Thursday, January 31, 2008

Lamb, lamb, lamb

Friday 25 January
New Zealand.
4.2 million people.
39.3 million sheep.
You do the math.
We arrived in Christchurch. Our bags did not. After a nice day wandering around, seeing pleasant river banks and buying underwear, we went to Hay's, a restaurant attached to a sheep farm (not physically). This is real locavore stuff, even if we came half-way round the world to be loca-. They serve lamb. Lotsa lamb. Canterbury lamb (DOC). Good lamb.
For openers (or what they call here "entrées") we had the NZ green-lipped mussels in a light tomato broth with chorizo. Good but sort of standard. Very good indeed were the little tortellini stuffed with goat curds (a goat's milk ricotta or the like) in a rich brown creamy sauce accented with toasted pine nuts. This went well with Te Awa (Hawkes Bay) Merlot 2004. We're not fans of merlot, generally speaking, but this had well-structured tannins and fruit, without that fructose bomb that many California merlots tend to detonate.

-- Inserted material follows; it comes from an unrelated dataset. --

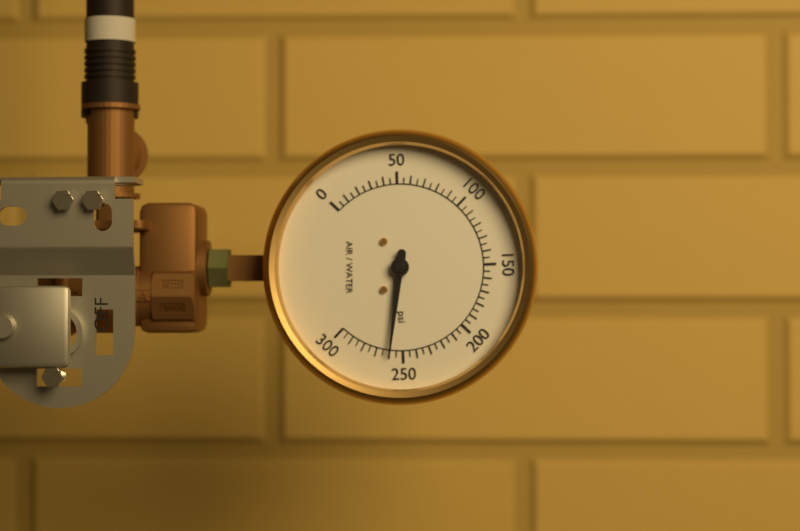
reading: 260 psi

We had two specials: grilled lamb in a "Roman" sauce: dates (for sweet), anchovies (for salt), and mint (which we normally think fights with lamb, at least in the form of mint jelly [yuck]), all very subtle, then little bursts of olives, and fried mint along with fried sage. They served the slices of lamb with a butter knife (show-offs!).
The other was milk-fed lamb shoulder, braised till it fell apart, with a spice mixture called "ras al honout", a little pocket of roasted eggplant (aubergine to you; no, wait, other way round), on a bed of very creamy mashed garlic potatoes with a little basil and olives.
We had the last of the wine for dessert, though we did see pretty wine glasses of ice cream sailing by.